Netflix is putting one of animation’s most beloved characters — a scene-stealing blind earthbender — at the center of its push to make Avatar: The Last Airbender Season 2 a must-watch event when it lands on June 25.
The streaming platform released a behind-the-scenes featurette Friday offering a first look at the creation of live-action Toph Beifong, played by Miyako Cech — also known as Miya — who serves as Aang’s earthbending teacher in the new season. Co-showrunner Jabbar Raisani described the casting process as “extensive,” with the team reviewing more than 6,000 submissions before landing on Cech through chemistry reads with series lead Gordon Cormier.
Season 2 picks up after Aang, Katara, and Sokka’s bittersweet victory at the Northern Water Tribe, sending the group deep into the Earth Kingdom to seek allies against Fire Lord Ozai. Toph is the key recruit — and the hardest to win over. Cormier describes the dynamic as Toph being “like a really mean older sister” to Aang, but one who is “younger and way stronger.”
The casting stakes are high. Toph ranks among the franchise’s most fan-sacred characters, and the production leaned hard on authenticity to justify the choice. Blindness consultant Joe Strechay worked closely with Cech on the precise physical vocabulary of the role — how Toph touches things, moves through space, and locates objects and people via something resembling echolocation when she bends.
Cech also wore contacts that fully blocked her vision during filming. Strechay said he hoped blind and low-vision children watching the show would genuinely see themselves in the character, and credited Cech with shaping what the live-action Toph ultimately became.
The season runs seven episodes — one fewer than Season 1’s eight — though the total runtime is expected to exceed the first season’s 430 minutes, meaning longer individual episodes. New showrunners Christine Boylan and Raisani have signaled a darker, more intense narrative than Season 1. Both Seasons 2 and 3 were filmed back-to-back in Vancouver and Iceland to lock in the young cast before they aged out of their roles, with Season 3 already in post-production.
The original animated Avatar series, which ran on Nickelodeon from 2005 to 2008, built a devoted global following that has only grown across two decades. Book Two: Earth — the season this adaptation covers — is widely considered the emotional peak of the entire franchise, introducing Toph, the city of Ba Sing Se, and one of animation’s most devastating finales. For the live-action version, getting Toph right isn’t optional.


* What you are asked to do:
Below are some records. Pull every line that contains the word "this".

[Records from a dataset]
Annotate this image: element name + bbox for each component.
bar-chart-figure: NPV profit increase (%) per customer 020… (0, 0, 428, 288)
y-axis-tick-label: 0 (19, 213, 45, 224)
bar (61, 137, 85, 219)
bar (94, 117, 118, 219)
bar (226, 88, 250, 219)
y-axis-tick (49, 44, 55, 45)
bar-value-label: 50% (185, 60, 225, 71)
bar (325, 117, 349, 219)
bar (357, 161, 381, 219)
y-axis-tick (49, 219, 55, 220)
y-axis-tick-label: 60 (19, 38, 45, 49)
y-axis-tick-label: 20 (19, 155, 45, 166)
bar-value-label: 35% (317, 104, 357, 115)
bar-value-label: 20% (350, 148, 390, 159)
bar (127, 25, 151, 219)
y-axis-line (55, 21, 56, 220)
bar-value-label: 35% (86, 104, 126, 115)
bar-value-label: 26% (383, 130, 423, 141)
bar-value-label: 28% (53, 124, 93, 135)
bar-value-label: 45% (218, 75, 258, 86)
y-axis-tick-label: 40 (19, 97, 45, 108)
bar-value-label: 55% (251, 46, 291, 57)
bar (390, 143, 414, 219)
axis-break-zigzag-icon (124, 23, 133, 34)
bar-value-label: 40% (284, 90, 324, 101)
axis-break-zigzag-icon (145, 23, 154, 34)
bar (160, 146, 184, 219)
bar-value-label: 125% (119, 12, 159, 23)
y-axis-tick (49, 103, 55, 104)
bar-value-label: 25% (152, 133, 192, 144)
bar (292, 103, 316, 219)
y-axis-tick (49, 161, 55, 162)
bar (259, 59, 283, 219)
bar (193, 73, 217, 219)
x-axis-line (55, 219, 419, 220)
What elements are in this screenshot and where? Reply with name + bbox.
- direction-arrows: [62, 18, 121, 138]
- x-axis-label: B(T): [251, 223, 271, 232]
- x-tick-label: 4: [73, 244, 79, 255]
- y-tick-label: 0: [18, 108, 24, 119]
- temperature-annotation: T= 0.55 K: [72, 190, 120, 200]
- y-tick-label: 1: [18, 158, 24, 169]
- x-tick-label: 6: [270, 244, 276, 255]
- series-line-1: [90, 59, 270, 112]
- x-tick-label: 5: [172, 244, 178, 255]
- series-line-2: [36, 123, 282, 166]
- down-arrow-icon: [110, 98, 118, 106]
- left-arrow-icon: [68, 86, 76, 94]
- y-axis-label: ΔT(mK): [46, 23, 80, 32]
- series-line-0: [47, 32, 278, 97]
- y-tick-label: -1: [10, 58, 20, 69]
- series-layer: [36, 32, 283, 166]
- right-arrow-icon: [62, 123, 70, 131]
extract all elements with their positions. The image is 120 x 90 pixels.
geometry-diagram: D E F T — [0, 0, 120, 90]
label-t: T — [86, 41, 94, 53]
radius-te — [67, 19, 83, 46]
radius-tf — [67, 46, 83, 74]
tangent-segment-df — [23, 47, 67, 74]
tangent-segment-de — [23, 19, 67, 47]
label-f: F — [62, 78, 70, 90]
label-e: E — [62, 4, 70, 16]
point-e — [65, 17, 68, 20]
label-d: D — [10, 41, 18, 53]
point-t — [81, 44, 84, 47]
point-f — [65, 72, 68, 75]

* Answer area:
Annotate this image: element name + bbox for each component.
What elements are in this screenshot and where? Reply with name + bbox.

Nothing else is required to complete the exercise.